STATS LLC, the world’s leading sports technology, data and content company, announced it will hold its annual FCS awards banquet in Frisco, Texas, on Jan. 8 – one night before the subdivision’s national championship game at nearby Toyota Stadium.
The banquet will take place at the Embassy Suites Frisco Dallas Hotel Convention Center and feature the handing out of five awards: the STATS FCS Offensive Player of the Year; the STATS FCS Defensive Player of the Year; the STATS FCS Coach of the Year; the STATS FCS Freshman Player of the Year; and the STATS Doris & Eddie Robinson FCS Scholar/Athlete of the Year.
Gary Reasons, an FCS football alumnus who attended Northwestern State, will emcee the ceremony. He is a member of the College Football Hall of Fame and starred at linebacker for the New York Giants during two Super Bowl-winning seasons.

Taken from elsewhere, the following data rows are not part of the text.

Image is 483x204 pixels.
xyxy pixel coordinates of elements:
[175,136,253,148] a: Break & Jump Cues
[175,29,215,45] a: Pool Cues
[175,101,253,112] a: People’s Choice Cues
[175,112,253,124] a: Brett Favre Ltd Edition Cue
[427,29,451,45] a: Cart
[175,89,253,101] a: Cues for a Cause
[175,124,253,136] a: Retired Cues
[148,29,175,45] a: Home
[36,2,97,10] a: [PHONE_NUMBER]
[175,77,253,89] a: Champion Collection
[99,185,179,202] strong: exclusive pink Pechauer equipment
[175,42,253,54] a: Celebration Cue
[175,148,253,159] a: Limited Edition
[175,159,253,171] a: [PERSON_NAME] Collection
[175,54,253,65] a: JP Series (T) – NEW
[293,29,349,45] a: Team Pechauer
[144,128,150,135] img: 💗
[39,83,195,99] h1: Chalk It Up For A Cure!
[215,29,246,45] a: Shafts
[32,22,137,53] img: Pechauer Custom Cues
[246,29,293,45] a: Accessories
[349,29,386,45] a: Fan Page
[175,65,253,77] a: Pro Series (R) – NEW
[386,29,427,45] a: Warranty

“We couldn’t be happier with the way our decision to cover the FCS has turned out,” said Brian Orefice, STATS’ news director who has overseen the initiative along with longtime FCS beat writer Craig Haley and FCS operations director Phil Sokol – both of whom joined STATS following its TSN acquisition. “The leagues and schools have been incredible partners, and, by sheer luck, we entered the fray during one of the most dramatic years on the field ever. We hope this awards banquet can somehow come close to replicating the excitement of the season.”
A trio of big-name quarterbacks – Villanova’s John Robertson, North Dakota State’s Carson Wentz and James Madison’s Vad Lee – had premature ends to promising regular seasons, leaving the Offensive Player of the Year race wide open.
Offensive, Defensive, Freshman and Coaching awards will be handed out during the ceremony. In addition to the freshman and coach recipients, three finalists apiece will be invited to Frisco for the announcement of the Offensive and Defensive awards.
The other honor to be handed out is associated with FCS royalty.
In conjunction with the family of Eddie Robinson, STATS has named its academic achievement award in fitting tribute to the longtime Grambling coach and his wife Doris, a former teacher and the renowned matriarch of Grambling athletics, who died in September at the age of 96. Robinson won 408 games at the school – the most for a football coach at the time of his 1997 retirement – before passing away 10 years later.
“The family of Doris and Coach Eddie Robinson is respectfully honored to have STATS name its academic achievement award in tribute to a couple who together emphasized higher education as an expected parallel with athletics,” said Eddie Robinson III, grandson of Grambling’s first family.